The cost extends inter-generationally. As explored in What Is Intergenerational Trauma? And How It Shows Up in Immigrant Families, when parents carry unprocessed pain without support, that pain does not disappear. It moves. It shapes how children are raised, what emotions are modelled, what needs get named and which ones stay silent. The stigma that kept one generation from seeking help becomes the water the next generation grows up in.

Why Standard Therapy Often Doesn’t Work

Even South Asian people who overcome the stigma and seek therapy frequently encounter a second barrier: the therapy itself does not fit.

Standard CBT was developed within a Western value system that centres individual autonomy, self-disclosure, and the separation of self from family and community. For someone whose sense of self is deeply collective – whose decisions are made in relationship to parents, extended family, and community expectation – a framework that treats the individual as the primary unit of analysis misses the point.

This is not a small gap. When a therapist suggests “setting boundaries” with a family structure built on interdependence, or frames filial piety as a sign of enmeshment, or treats collective grief as individual pathology, they are not offering culturally competent care. They are offering a Western framework poorly fitted to a non-Western life.

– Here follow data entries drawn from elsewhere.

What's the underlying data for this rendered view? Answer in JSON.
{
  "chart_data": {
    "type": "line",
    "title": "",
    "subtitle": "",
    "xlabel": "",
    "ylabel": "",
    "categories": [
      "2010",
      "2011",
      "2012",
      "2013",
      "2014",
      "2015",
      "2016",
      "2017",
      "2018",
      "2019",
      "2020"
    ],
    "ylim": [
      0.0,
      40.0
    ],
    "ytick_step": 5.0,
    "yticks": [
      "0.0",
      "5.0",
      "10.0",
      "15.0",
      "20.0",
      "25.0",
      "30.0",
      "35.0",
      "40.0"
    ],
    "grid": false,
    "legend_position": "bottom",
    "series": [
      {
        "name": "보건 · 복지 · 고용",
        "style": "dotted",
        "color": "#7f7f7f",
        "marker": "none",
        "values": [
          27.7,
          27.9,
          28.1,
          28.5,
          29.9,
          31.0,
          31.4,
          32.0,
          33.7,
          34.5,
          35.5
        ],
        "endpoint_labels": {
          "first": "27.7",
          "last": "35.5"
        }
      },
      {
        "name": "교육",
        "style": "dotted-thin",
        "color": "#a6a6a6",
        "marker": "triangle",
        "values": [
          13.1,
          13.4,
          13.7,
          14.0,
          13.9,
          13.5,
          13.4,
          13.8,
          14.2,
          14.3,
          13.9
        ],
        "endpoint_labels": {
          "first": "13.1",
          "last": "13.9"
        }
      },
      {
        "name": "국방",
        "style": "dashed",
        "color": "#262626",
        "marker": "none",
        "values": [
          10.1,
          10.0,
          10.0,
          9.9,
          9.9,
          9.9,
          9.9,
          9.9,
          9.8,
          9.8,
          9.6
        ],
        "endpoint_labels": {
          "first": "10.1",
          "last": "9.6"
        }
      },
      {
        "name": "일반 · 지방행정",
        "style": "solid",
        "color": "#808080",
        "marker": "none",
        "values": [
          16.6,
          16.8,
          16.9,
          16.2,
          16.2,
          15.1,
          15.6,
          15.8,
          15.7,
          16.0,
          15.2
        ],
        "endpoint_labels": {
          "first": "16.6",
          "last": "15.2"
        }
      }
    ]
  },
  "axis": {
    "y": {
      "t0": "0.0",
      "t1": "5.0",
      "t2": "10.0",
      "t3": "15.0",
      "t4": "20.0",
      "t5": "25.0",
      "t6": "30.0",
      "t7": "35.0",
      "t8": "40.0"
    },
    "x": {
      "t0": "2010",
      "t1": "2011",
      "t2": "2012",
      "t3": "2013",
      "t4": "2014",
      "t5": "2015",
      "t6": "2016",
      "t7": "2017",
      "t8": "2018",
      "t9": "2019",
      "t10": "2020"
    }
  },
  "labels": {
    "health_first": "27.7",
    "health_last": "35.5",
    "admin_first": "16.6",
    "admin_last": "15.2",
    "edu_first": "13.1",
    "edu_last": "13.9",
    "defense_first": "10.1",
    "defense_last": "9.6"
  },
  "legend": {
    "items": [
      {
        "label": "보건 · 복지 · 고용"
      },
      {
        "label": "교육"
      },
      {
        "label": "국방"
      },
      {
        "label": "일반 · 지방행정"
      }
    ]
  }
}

The CAMH research responded to this specifically. Working with South Asian communities across Canada, CAMH developed and tested a Culturally Adapted CBT (CaCBT) specifically for South Asians experiencing anxiety and depression – integrating family dynamics, cultural context, spirituality, and collective identity into the therapeutic approach. The results showed meaningfully better outcomes than standard CBT for this population.

That finding matters. It confirms what South Asian communities have known from experience: the problem was never that therapy does not work. The problem was that the therapy available was not designed for them.

What Is Changing – And What Still Needs To

The landscape is shifting, slowly and genuinely.

More BIPOC therapists are entering the field. More South Asian practitioners are building practices specifically designed to hold the complexity of diaspora experience, intergenerational dynamics, immigration grief, and the specific texture of South Asian family life. As the conversation about culturally responsive care grows louder, more therapists, (regardless of their own background), are doing the work of adapting their practice to fit their clients rather than expecting clients to fit the practice.

The stigma conversation is also moving. Younger generations of South Asians in Vancouver, Surrey, Burnaby, and Richmond are talking more openly about mental health, often through social media, peer communities, and the kind of quiet conversations that happen between cousins who finally admit they are both struggling. The cultural shift is happening, slowly but surely.

What has not changed fast enough: access. Finding a therapist who understands South Asian community dynamics, who practices from an anti-oppressive framework, who does not pathologize collectivism or require you to justify your cultural context before the work can begin, that search is still harder than it should be. Cost remains a significant barrier, particularly for newcomer families and those without comprehensive benefits. And the shortage of therapists who speak South Asian languages fluently enough to hold therapeutic work is a gap that systemic underfunding has not addressed.